Book Review: Leave Me Alone by Orit Yogev

Leave Me Alone
Author: Orit Yogev
Genre: Health, Fitness & Dieting, Non-Fiction
Rating: 4,5 stars
Purchase: Amazon
Review copy provided by the publisher in exchange for an honest review.

Can you begin to imagine the anguish and shame of being morbidly obese?

“I can’t go out with my daughter. It’s like walking around with an elephant. People stare daggers and wonder how I let it happen!” Honestly, who has not looked at obese people with feelings of disgust, anger, and maybe even aggression?

Discover what lies behind the daunting angst of morbid obesity

No one chooses to be fat. Many morbidly obese adults and children would willingly give a hand or foot to reduce their body size. Yet they continue to devour endlessly. What is behind this insatiable hunger? Readers will be stunned by chilling, real-life stories of unhappy family relations, violent divorce, injury, and life-changing loss, all intertwined with the unremitting struggle to fit into the right size. This is a rare document that reveals a different perspective on the urge to eat oneself to death. It is also a valuable tool for practitioners and is included in many Israeli academic institutions as compulsory reading in the study of eating disorders.

 

Leave Me Alone is a powerful book, and one that, at least for me, strikes closely to home. As a child, I was overweight – not obese, but overweight, and weight struggles have continued to haunt me ever since, even until this very day. Of my female friends, about 90% is on diet. Dieting, losing weight, obesity, it’s something we see every day and deal with on a daily basis as well. Now, it’s no longer sufficient to go to work for eight hours a day to make a living – you also have to combine this with a healthly lifestyle and diet, regular workouts, and so on.

Yet, as the author describes in this book, no one chooses to be obese. Even people who binge on food, who devour so much food it’s no longer healthy, they don’t do it by choice. They do it because something stronger than themselves is making them do it. Unsolved family traumas, troubling relationships, stress, you name it.

An interesting book, and one that I would recommend to everyone who struggles with obesity, has struggled with it as some point, or just genuinely wants to understand why some people are compelled to eat, even if it’s not healthy for them, or for people who are or know someone who is struggling with an eating disorder in general.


The first line of the entries is where the copy starts and the line with "Image is 644x304 pixels." is where it ends; set down each line exactly, both ends included, and drop pictures.

◆ Task material ◆
..........

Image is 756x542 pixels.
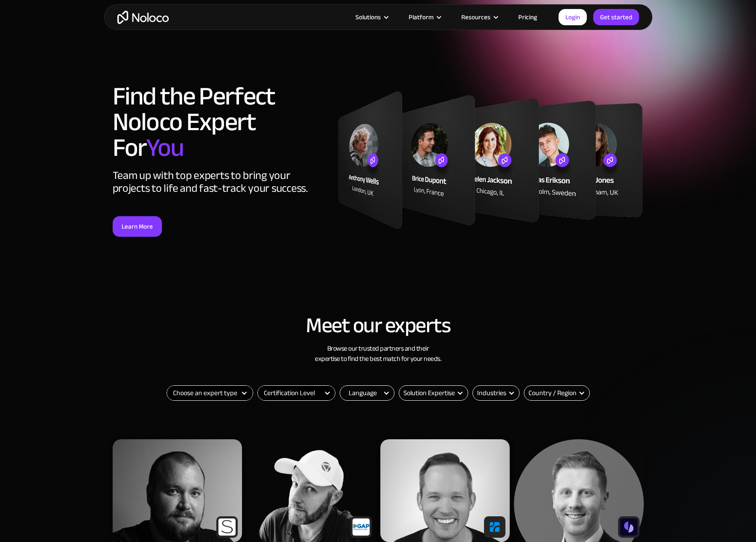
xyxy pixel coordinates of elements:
[113,313,644,337] h2: Meet our experts
[409,11,433,23] div: Platform
[477,388,507,398] div: Industries
[340,385,394,400] div: Language
[113,84,329,161] h1: Find the Perfect Noloco Expert For
[113,216,162,237] a: Learn More
[258,385,335,400] form: Filter
[146,124,183,172] span: You
[514,439,644,542] img: Alex Vyshnevskiy - Noloco app builder Expert
[524,385,590,400] div: Country / Region
[340,385,394,400] form: Email Form
[404,388,455,398] div: Solution Expertise
[472,385,520,400] div: Industries
[399,385,468,400] div: Solution Expertise
[355,11,381,23] div: Solutions
[113,343,644,364] h3: Browse our trusted partners and their expertise to find the best match for your needs.
[593,9,639,25] a: Get started
[348,388,377,398] div: Language
[167,385,253,400] form: Filter
[461,11,491,23] div: Resources
[117,11,169,24] a: home
[450,11,508,23] div: Resources
[398,11,450,23] div: Platform
[246,439,376,542] img: Alex Vyshnevskiy - Noloco app builder Expert
[345,11,398,23] div: Solutions
[399,385,468,400] form: Email Form
[472,385,520,400] form: Email Form
[524,385,590,400] form: Email Form
[113,169,329,195] div: Team up with top experts to bring your projects to life and fast-track your success.
[559,9,587,25] a: Login
[508,11,548,23] a: Pricing
[529,388,576,398] div: Country / Region
[113,439,243,542] img: Alex Vyshnevskiy - Noloco app builder Expert
[381,439,510,542] img: Alex Vyshnevskiy - Noloco app builder Expert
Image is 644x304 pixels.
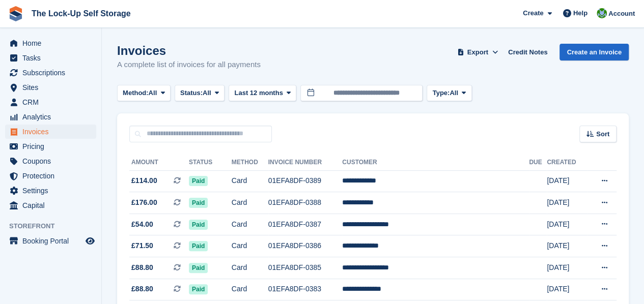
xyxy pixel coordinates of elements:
[268,279,342,300] td: 01EFA8DF-0383
[268,192,342,214] td: 01EFA8DF-0388
[149,88,158,98] span: All
[189,241,207,251] span: Paid
[234,88,283,98] span: Last 12 months
[23,110,83,124] span: Analytics
[547,236,587,257] td: [DATE]
[129,155,189,171] th: Amount
[5,80,96,95] a: menu
[23,80,83,95] span: Sites
[268,236,342,257] td: 01EFA8DF-0386
[232,257,268,279] td: Card
[189,176,207,186] span: Paid
[5,51,96,65] a: menu
[547,170,587,192] td: [DATE]
[189,263,207,273] span: Paid
[268,155,342,171] th: Invoice Number
[573,8,587,19] span: Help
[5,184,96,198] a: menu
[189,220,207,230] span: Paid
[117,44,260,58] h1: Invoices
[23,234,83,248] span: Booking Portal
[523,8,543,19] span: Create
[232,170,268,192] td: Card
[23,51,83,65] span: Tasks
[5,110,96,124] a: menu
[23,36,83,50] span: Home
[597,8,607,19] img: Andrew Beer
[547,213,587,236] td: [DATE]
[5,36,96,50] a: menu
[203,88,211,98] span: All
[117,59,260,70] p: A complete list of invoices for all payments
[5,234,96,248] a: menu
[268,170,342,192] td: 01EFA8DF-0389
[5,169,96,183] a: menu
[131,219,153,230] span: £54.00
[547,279,587,300] td: [DATE]
[131,284,153,295] span: £88.80
[432,88,449,98] span: Type:
[23,124,83,139] span: Invoices
[232,155,268,171] th: Method
[596,129,610,139] span: Sort
[117,85,170,102] button: Method: All
[467,47,488,58] span: Export
[5,124,96,139] a: menu
[23,169,83,183] span: Protection
[268,213,342,236] td: 01EFA8DF-0387
[180,88,203,98] span: Status:
[5,66,96,80] a: menu
[449,88,458,98] span: All
[123,88,149,98] span: Method:
[427,85,472,102] button: Type: All
[232,279,268,300] td: Card
[175,85,224,102] button: Status: All
[131,241,153,251] span: £71.50
[547,257,587,279] td: [DATE]
[232,236,268,257] td: Card
[189,198,207,208] span: Paid
[5,199,96,212] a: menu
[342,155,529,171] th: Customer
[131,198,158,208] span: £176.00
[232,192,268,214] td: Card
[189,284,207,295] span: Paid
[189,155,232,171] th: Status
[5,139,96,154] a: menu
[23,184,83,198] span: Settings
[131,262,153,273] span: £88.80
[9,221,101,231] span: Storefront
[608,9,635,19] span: Account
[131,175,158,186] span: £114.00
[547,155,587,171] th: Created
[23,66,83,80] span: Subscriptions
[547,192,587,214] td: [DATE]
[5,154,96,168] a: menu
[529,155,547,171] th: Due
[23,95,83,110] span: CRM
[455,44,500,61] button: Export
[27,5,135,22] a: The Lock-Up Self Storage
[504,44,551,61] a: Credit Notes
[232,213,268,236] td: Card
[8,6,23,22] img: stora-icon-8386f47178a22dfd0bd8f6a31ec36ba5ce8667c1dd55bd0f319d3a0aa187defe.svg
[229,85,296,102] button: Last 12 months
[23,154,83,168] span: Coupons
[23,199,83,212] span: Capital
[268,257,342,279] td: 01EFA8DF-0385
[23,139,83,154] span: Pricing
[5,95,96,110] a: menu
[84,235,96,247] a: Preview store
[560,44,629,61] a: Create an Invoice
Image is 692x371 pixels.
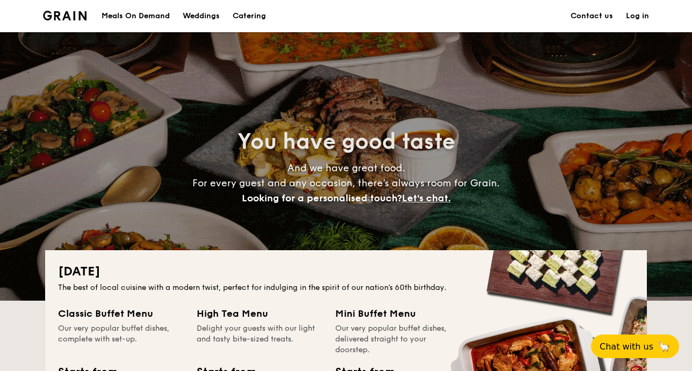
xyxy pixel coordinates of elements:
[402,192,451,204] span: Let's chat.
[237,129,455,155] span: You have good taste
[658,341,670,353] span: 🦙
[600,342,653,352] span: Chat with us
[335,323,461,356] div: Our very popular buffet dishes, delivered straight to your doorstep.
[43,11,86,20] img: Grain
[192,162,500,204] span: And we have great food. For every guest and any occasion, there’s always room for Grain.
[242,192,402,204] span: Looking for a personalised touch?
[197,306,322,321] div: High Tea Menu
[591,335,679,358] button: Chat with us🦙
[58,283,634,293] div: The best of local cuisine with a modern twist, perfect for indulging in the spirit of our nation’...
[58,306,184,321] div: Classic Buffet Menu
[58,323,184,356] div: Our very popular buffet dishes, complete with set-up.
[43,11,86,20] a: Logotype
[335,306,461,321] div: Mini Buffet Menu
[58,263,634,280] h2: [DATE]
[197,323,322,356] div: Delight your guests with our light and tasty bite-sized treats.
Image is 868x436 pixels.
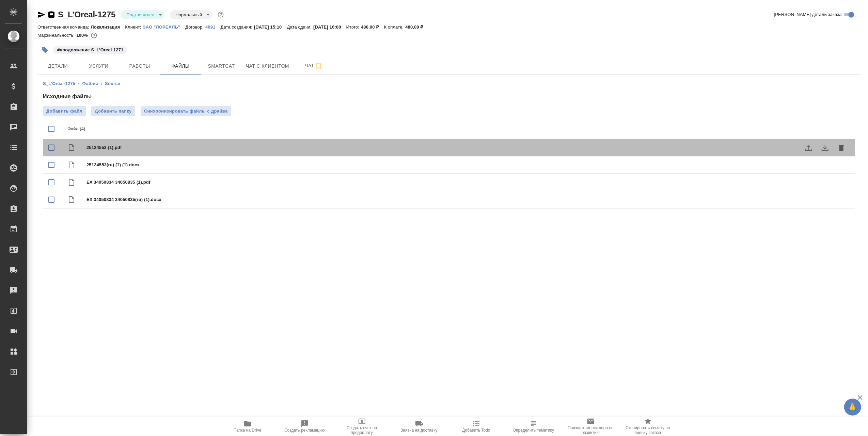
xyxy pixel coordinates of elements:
[170,10,212,20] div: Подтвержден
[220,25,254,29] p: Дата создания:
[47,10,55,19] button: Скопировать ссылку
[313,25,346,29] p: [DATE] 16:00
[405,25,428,29] p: 480,00 ₽
[76,33,90,38] p: 100%
[105,81,120,86] a: Source
[42,62,74,71] span: Детали
[90,31,98,40] button: 0.00 RUB;
[205,24,220,29] a: 4091
[384,25,406,29] p: К оплате:
[43,93,855,101] h4: Исходные файлы
[57,47,123,53] p: #продолжение S_L’Oreal-1271
[833,140,850,156] button: delete
[87,179,850,186] span: EX 34050834 34050835 (1).pdf
[173,12,204,18] button: Нормальный
[246,62,289,71] span: Чат с клиентом
[216,10,225,19] button: Доп статусы указывают на важность/срочность заказа
[78,80,79,87] li: ‹
[164,62,197,71] span: Файлы
[346,25,361,29] p: Итого:
[87,144,839,151] span: 25124553 (1).pdf
[254,25,287,29] p: [DATE] 15:10
[844,399,861,416] button: 🙏
[87,196,850,203] span: EX 34050834 34050835(ru) (1).docx
[95,108,131,115] span: Добавить папку
[101,80,102,87] li: ‹
[43,106,86,117] label: Добавить файл
[37,10,45,19] button: Скопировать ссылку для ЯМессенджера
[143,24,185,29] a: ЗАО "ЛОРЕАЛЬ"
[847,400,858,415] span: 🙏
[43,80,855,87] nav: breadcrumb
[37,33,76,38] p: Маржинальность:
[82,62,115,71] span: Услуги
[46,108,82,115] span: Добавить файл
[91,106,135,117] button: Добавить папку
[185,25,205,29] p: Договор:
[52,47,128,52] span: продолжение S_L’Oreal-1271
[37,25,91,29] p: Ответственная команда:
[68,126,850,132] p: Файл (4)
[37,42,52,58] button: Добавить тэг
[144,108,228,115] span: Синхронизировать файлы с драйва
[43,81,76,86] a: S_L’Oreal-1275
[121,10,165,20] div: Подтвержден
[82,81,98,86] a: Файлы
[141,106,231,117] button: Синхронизировать файлы с драйва
[123,62,156,71] span: Работы
[800,140,817,156] label: uploadFile
[143,25,185,29] p: ЗАО "ЛОРЕАЛЬ"
[205,25,220,29] p: 4091
[314,62,322,70] svg: Подписаться
[361,25,384,29] p: 480,00 ₽
[124,12,157,18] button: Подтвержден
[287,25,313,29] p: Дата сдачи:
[91,25,125,29] p: Локализация
[817,140,833,156] button: download
[774,11,842,18] span: [PERSON_NAME] детали заказа
[205,62,238,71] span: Smartcat
[297,61,330,70] span: Чат
[87,161,850,169] span: 25124553(ru) (1) (1).docx
[58,10,115,19] a: S_L’Oreal-1275
[125,25,142,29] p: Клиент:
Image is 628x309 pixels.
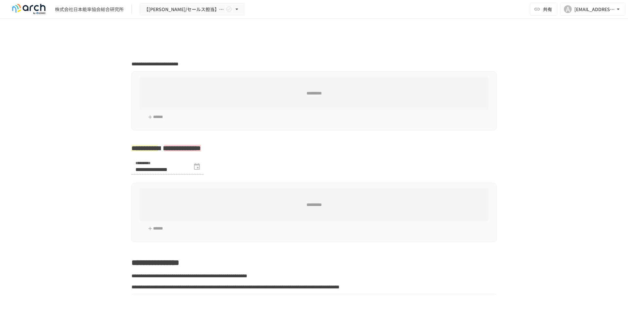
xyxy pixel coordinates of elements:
div: 株式会社日本能率協会総合研究所 [55,6,124,13]
span: 共有 [543,6,552,13]
button: 共有 [530,3,557,16]
span: 【[PERSON_NAME]/セールス担当】株式会社日本能率協会総合研究所様_初期設定サポート [144,5,224,13]
button: 【[PERSON_NAME]/セールス担当】株式会社日本能率協会総合研究所様_初期設定サポート [140,3,244,16]
div: A [564,5,572,13]
div: [EMAIL_ADDRESS][DOMAIN_NAME] [574,5,615,13]
button: A[EMAIL_ADDRESS][DOMAIN_NAME] [560,3,625,16]
img: logo-default@2x-9cf2c760.svg [8,4,50,14]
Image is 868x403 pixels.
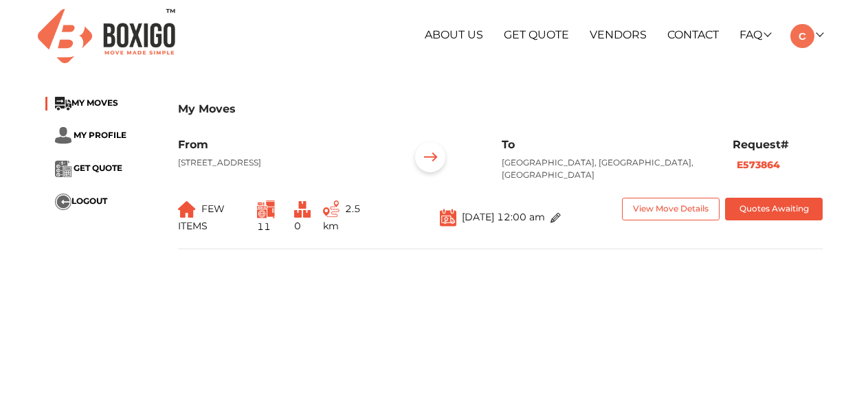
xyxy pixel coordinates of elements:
[425,28,483,41] a: About Us
[502,157,712,181] p: [GEOGRAPHIC_DATA], [GEOGRAPHIC_DATA], [GEOGRAPHIC_DATA]
[55,194,107,210] button: ...LOGOUT
[462,211,545,223] span: [DATE] 12:00 am
[55,127,71,144] img: ...
[725,198,823,220] button: Quotes Awaiting
[71,98,118,109] span: MY MOVES
[55,98,118,109] a: ...MY MOVES
[55,97,71,111] img: ...
[74,163,122,173] span: GET QUOTE
[178,157,388,169] p: [STREET_ADDRESS]
[667,28,719,41] a: Contact
[71,197,107,207] span: LOGOUT
[294,220,301,232] span: 0
[178,102,823,116] h3: My Moves
[739,28,770,41] a: FAQ
[257,220,271,233] span: 11
[178,138,388,151] h6: From
[440,208,456,227] img: ...
[732,158,784,173] button: E573864
[55,194,71,210] img: ...
[55,130,127,140] a: ... MY PROFILE
[74,130,127,140] span: MY PROFILE
[504,28,569,41] a: Get Quote
[38,9,175,63] img: Boxigo
[502,138,712,151] h6: To
[55,161,71,178] img: ...
[590,28,647,41] a: Vendors
[732,138,823,151] h6: Request#
[736,158,780,171] b: E573864
[178,201,196,218] img: ...
[294,201,311,218] img: ...
[622,198,720,220] button: View Move Details
[257,200,275,219] img: ...
[550,213,561,223] img: ...
[178,203,225,232] span: FEW ITEMS
[323,200,339,218] img: ...
[409,138,452,181] img: ...
[55,163,122,173] a: ... GET QUOTE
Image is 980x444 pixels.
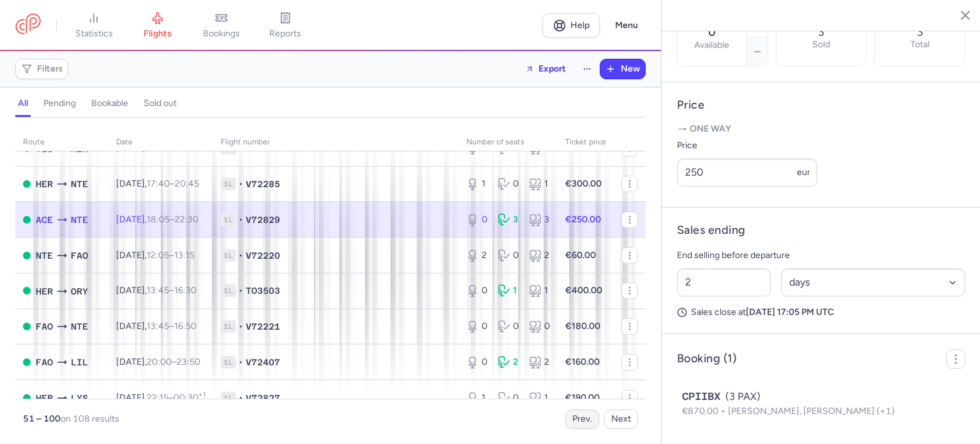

..........

◆ Answer ◆
Image is 756x542 pixels.
xyxy pixel coordinates of elements:
[113,313,644,337] h2: Meet our experts
[409,11,433,23] div: Platform
[477,388,507,398] div: Industries
[340,385,394,400] div: Language
[113,84,329,161] h1: Find the Perfect Noloco Expert For
[113,216,162,237] a: Learn More
[258,385,335,400] form: Filter
[146,124,183,172] span: You
[514,439,644,542] img: Alex Vyshnevskiy - Noloco app builder Expert
[524,385,590,400] div: Country / Region
[340,385,394,400] form: Email Form
[404,388,455,398] div: Solution Expertise
[472,385,520,400] div: Industries
[399,385,468,400] div: Solution Expertise
[355,11,381,23] div: Solutions
[113,343,644,364] h3: Browse our trusted partners and their expertise to find the best match for your needs.
[593,9,639,25] a: Get started
[348,388,377,398] div: Language
[167,385,253,400] form: Filter
[461,11,491,23] div: Resources
[117,11,169,24] a: home
[450,11,508,23] div: Resources
[398,11,450,23] div: Platform
[246,439,376,542] img: Alex Vyshnevskiy - Noloco app builder Expert
[345,11,398,23] div: Solutions
[399,385,468,400] form: Email Form
[472,385,520,400] form: Email Form
[524,385,590,400] form: Email Form
[113,169,329,195] div: Team up with top experts to bring your projects to life and fast-track your success.
[559,9,587,25] a: Login
[508,11,548,23] a: Pricing
[529,388,576,398] div: Country / Region
[113,439,243,542] img: Alex Vyshnevskiy - Noloco app builder Expert
[381,439,510,542] img: Alex Vyshnevskiy - Noloco app builder Expert
Image is 644x304 pixels.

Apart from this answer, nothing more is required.